Here are six questions about presidential debates, which Gail Russell Chaddock posed as podcast host to veteran Washington reporter Peter Grier, who retired this month. This Q&A is derived from our 2023 podcast interview from around the time of the GOP primary debates. It has been updated, edited, and condensed.
Do debates matter?
In general, debates don’t matter that much for presidential votes. Debates are important in inverse proportion to the importance of the office. So, for instance, in presidential debates, most voters know already who they’re leaning to vote for because of political polarization. But if you get down to, say, congressional seats, they may not know as much about members of Congress, and so they learn more about the individual candidates. Presidential primaries can have large fields of candidates. Voters may not know a lot about each one, and so there is an opportunity for a candidate to say something, or to act in a way that sticks in voters’ minds and makes them think more positively about them.
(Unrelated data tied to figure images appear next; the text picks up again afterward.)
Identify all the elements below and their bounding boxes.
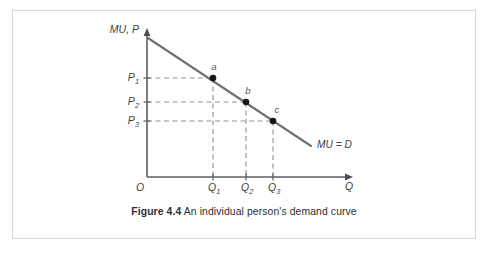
y-tick-label-p2: P2: [128, 95, 139, 110]
x-axis-label: Q: [345, 180, 353, 192]
curve-label-mu-equals-d: MU = D: [317, 139, 352, 150]
point-label-b: b: [245, 85, 251, 96]
y-tick-label-p2-base: P: [128, 95, 135, 107]
x-tick-label-q2-base: Q: [241, 181, 249, 193]
y-tick-label-p3-sub: 3: [135, 120, 140, 129]
figure-caption-number: Figure 4.4: [131, 206, 181, 217]
y-axis-label: MU, P: [110, 23, 139, 35]
x-tick-label-q1: Q1: [208, 181, 220, 196]
figure-container: a b c MU, P Q O P1 P2 P3 Q1 Q2 Q3 MU = D…: [0, 0, 504, 253]
origin-label: O: [136, 181, 144, 193]
data-point-b: [243, 99, 250, 106]
x-tick-label-q3-base: Q: [268, 181, 276, 193]
x-tick-label-q3: Q3: [268, 181, 281, 196]
x-tick-label-q1-sub: 1: [216, 187, 220, 196]
x-tick-label-q3-sub: 3: [276, 187, 281, 196]
y-tick-label-p1-base: P: [128, 71, 135, 83]
y-tick-label-p2-sub: 2: [134, 101, 139, 110]
y-tick-label-p3: P3: [128, 114, 140, 129]
data-point-a: [210, 75, 217, 82]
point-label-c: c: [275, 104, 280, 115]
demand-curve-line: [148, 38, 311, 146]
y-tick-label-p3-base: P: [128, 114, 135, 126]
x-tick-label-q2: Q2: [241, 181, 253, 196]
point-label-a: a: [211, 61, 216, 72]
x-tick-label-q1-base: Q: [208, 181, 216, 193]
data-point-c: [270, 118, 277, 125]
y-tick-label-p1: P1: [128, 71, 139, 86]
y-tick-label-p1-sub: 1: [135, 77, 139, 86]
y-axis-arrow-icon: [144, 28, 151, 36]
figure-caption: Figure 4.4 An individual person's demand…: [12, 206, 476, 217]
x-tick-label-q2-sub: 2: [248, 187, 253, 196]
figure-caption-title: An individual person's demand curve: [181, 206, 356, 217]
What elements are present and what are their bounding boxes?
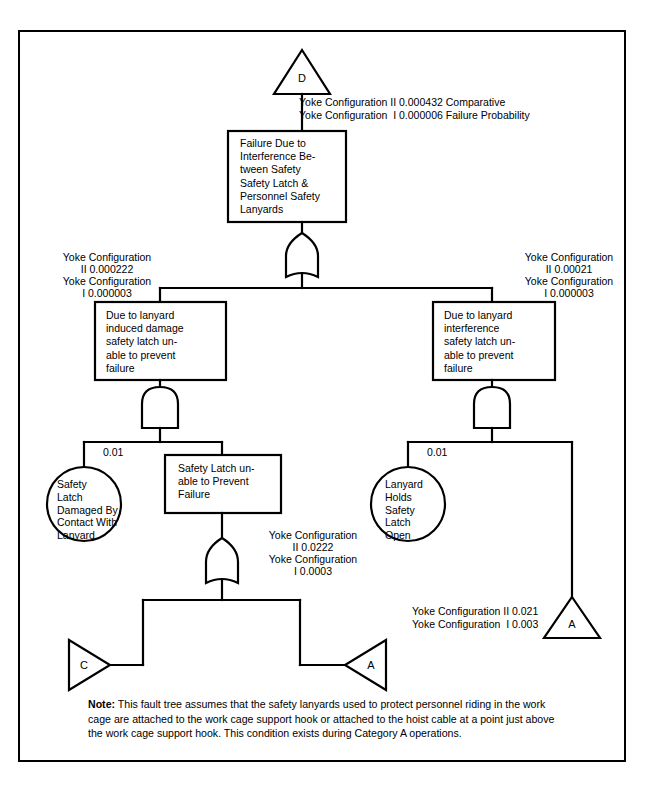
right-branch-probability-line-1: Yoke Configuration xyxy=(495,251,643,264)
top-probability-line-1: Yoke Configuration II 0.000432 Comparati… xyxy=(299,96,505,109)
transfer-triangle-c-label: C xyxy=(70,659,98,671)
basic-event-circle-left-text: Safety Latch Damaged By Contact With Lan… xyxy=(57,478,127,542)
right-transfer-probability-line-1: Yoke Configuration II 0.021 xyxy=(412,605,538,618)
fault-tree-page: D Yoke Configuration II 0.000432 Compara… xyxy=(0,0,645,789)
subbox-probability-line-2: II 0.0222 xyxy=(238,541,388,554)
left-branch-probability-line-2: II 0.000222 xyxy=(32,263,182,276)
note-block: Note: This fault tree assumes that the s… xyxy=(88,697,558,741)
left-branch-probability-line-3: Yoke Configuration xyxy=(32,275,182,288)
right-branch-box-text: Due to lanyard interference safety latch… xyxy=(444,309,556,375)
right-branch-probability-line-3: Yoke Configuration xyxy=(495,275,643,288)
transfer-triangle-d-label: D xyxy=(274,72,330,84)
subbox-probability-line-3: Yoke Configuration xyxy=(238,553,388,566)
left-branch-probability-line-1: Yoke Configuration xyxy=(32,251,182,264)
transfer-triangle-a-left-label: A xyxy=(358,659,384,671)
transfer-triangle-a-right-label: A xyxy=(544,618,600,630)
subbox-probability-line-1: Yoke Configuration xyxy=(238,529,388,542)
right-branch-probability-line-4: I 0.000003 xyxy=(495,287,643,300)
note-text: This fault tree assumes that the safety … xyxy=(88,698,554,739)
top-probability-line-2: Yoke Configuration I 0.000006 Failure Pr… xyxy=(299,109,530,122)
basic-event-circle-right-text: Lanyard Holds Safety Latch Open xyxy=(385,478,455,542)
left-branch-box-text: Due to lanyard induced damage safety lat… xyxy=(106,309,224,375)
right-branch-probability-line-2: II 0.00021 xyxy=(495,263,643,276)
top-event-box-text: Failure Due to Interference Be- tween Sa… xyxy=(240,137,344,216)
subbox-probability-line-4: I 0.0003 xyxy=(238,565,388,578)
note-label: Note: xyxy=(88,698,115,710)
right-transfer-probability-line-2: Yoke Configuration I 0.003 xyxy=(412,618,538,631)
right-basic-event-probability: 0.01 xyxy=(427,446,447,458)
safety-latch-subbox-text: Safety Latch un- able to Prevent Failure xyxy=(178,462,278,502)
left-basic-event-probability: 0.01 xyxy=(103,446,123,458)
left-branch-probability-line-4: I 0.000003 xyxy=(32,287,182,300)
Can winning a debate win elections?
Losing a debate can lose elections. That is part of the problem for those who participate in them. So for instance, you can, as President Gerald Ford did, suddenly “free Poland” in a 1976 debate, accidentally saying it was a free country. And that can be a mistake that the press harps on. But that brings up a point in that it is often the press coverage of debates that matters more than the debates themselves. With Gerald Ford, the press hit on this as a means to say: “Well, Gerald Ford, a nice guy, not really up to the mental demands of the office.”
Take the flip case: Can a comment in a debate make a career?
Well, a comment in a debate can make a career, but it doesn’t necessarily win an election. For instance, in the vice presidential debate between Lloyd Bentsen and Dan Quayle, Lloyd Bentsen had the well-remembered line: “I served with Jack Kennedy. I knew Jack Kennedy. Jack Kennedy was a friend of mine. Senator, you’re no Jack Kennedy.” I can quote it to you almost verbatim. Yet, of course, Lloyd Bentsen and presidential candidate Michael Dukakis lost that election.
What do we actually learn about politicians from watching them in a debate setting?
Well, you can learn a lot. Often a debate will pin them down on a position, and they’ll say it in public perhaps for the first time. What can happen is that the answer will provide a baseline for them to actually act upon if they win. That’s an important side effect of debates and really one of their most substantive outcomes nowadays. Debates can just be interesting studies of human behavior. There are bright lights and some debate moderator peering down from on high. And it’s important to learn how a candidate would behave under such pressure.
Are there any debates in recent American history that you see as especially significant?
I think some of the debates that former President Donald Trump has been involved in have been significant. They did sway at least a few votes. Much of that has to do with Mr. Trump’s behavior in them, as much as anything that he said. For instance, with Hillary Clinton, he … physically followed her around the stage in a way that some people may have seen as an exertion of dominance, but many others saw as creepy.
Do you see debates as a good indicator of a candidate’s state of mind?
I’d say not really. They’re good evidence of candidates’ performative skills. But I’m also a believer in the axiom that there is no such thing as authenticity in politics. There are only different levels of inauthenticity. In that sense, we’re not ever going to really know their actual state of mind. We know their public state of mind, the way they’d like to present themselves to the voters.